Both Delphi and Kylix use the same code for internet access components. The only difference is in Kylix the code passes the data to the functions and Delphi only passes the address of the data.
Thus the bugs that allow unauthorized Internet access to Windows machines will also allow unauthorizede access to the Mac and Linux machines.
But Macs and Linux have only a small percentage of the market. Macs have less than 3 percent. So hackers have had little reason to attack Macs or Linux machines.
Recently, as windows has become more robust and Microsoft has fixed more and more bugs, there have been successful attacks on both Mac and Linux machines.
Macs and Linux machines are not superior. There are so few Mac and Linux machines that few hackers have bothered to attack them.
That is likely to change in the future.
written any code for VMS boxes?
Geez, dude. "Berkley Linux"? If you're gonna spew uncertainties and so forth, ya gotta be more careful. Mac OS-X is a BSD UNIX variant, which pre-dates Linux by decades. BSD is an outstandingly robust operating system. Linux isn't too shabby either, these days.
Windows is something else entirely.
> It was easy to learn how Linux accesses the 'net. I just down loaded the open source Berkley Code and read it.
Two completely different code bases. BSD was prominent in the early 80's, on VAXes and such; Linux didn't get written until the 90's, on i386 PCs.
I can't imagine how you confused those two. Seriously, you completely undermined whatever else you said with that.
Hi Common Tator,
Looks like we are in the same field of work.

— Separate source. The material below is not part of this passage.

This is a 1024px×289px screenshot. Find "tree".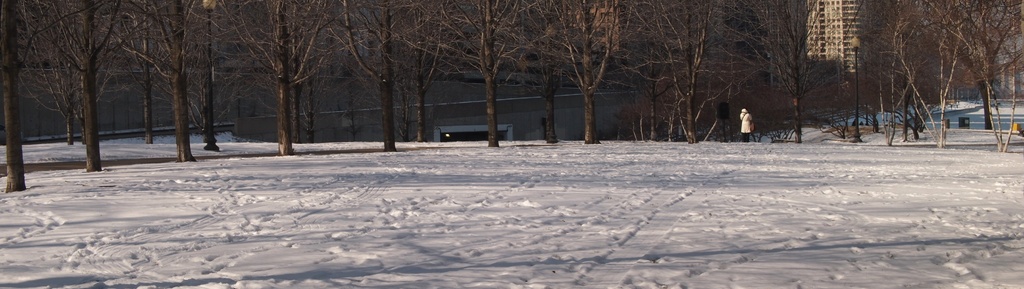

I wrote a program in 1994, before the internet was widely in use, to allow two customers of mine, who were both interested in the same piece of IC layout data, to open two viewers at different sites and share graphics data across the net. One could markup data, the other could view the markups realtime. This was long before the common data sharing programs and remote X windows tools we have now on Unix / Linux. That tool eventually sold 6,000 + copies into the different IC layout design and manufacturing plants around the world. As the net became faster, that tool came into its own. I added encryption and lots of bells and whistles. It could be configured to work through firewalls, access common file systems if any (intranet style), and work across different hardware architectures. It was in use on files of 600+ GB of data at the end, far too large for normal data transport tools. It was ported to AIX, HP-UX, Solaris, and Red Hat Linux. IC design and layout data will always remain on the hairy edge of what hardware and software can support, as it is data at the hairy edge of design complexity for hardware.
My question was really a much more simple one than a question of internet access code for Mac vs. Windows, rather, it was a curiosity of how one would get malicious code onto a Mac. Since retiring, I am getting current on Mac programming, especially Cocoa, since I have been doing Motif / X windows stuff since it was new from MIT. In watching the discussions on Free Republic, I have generally had good confidence in the Mac being resistant to malicious code, but this seems to infer a Mac vulnerability. If one were to get onto a computer, and know a port and the services to reach another computer, one could easily establish a connection and reach system services, trojan horse style. I suppose the article takes it as a given that such a connection exists. Then, it is reasonable to assume the rest of the zombie behavior could be established.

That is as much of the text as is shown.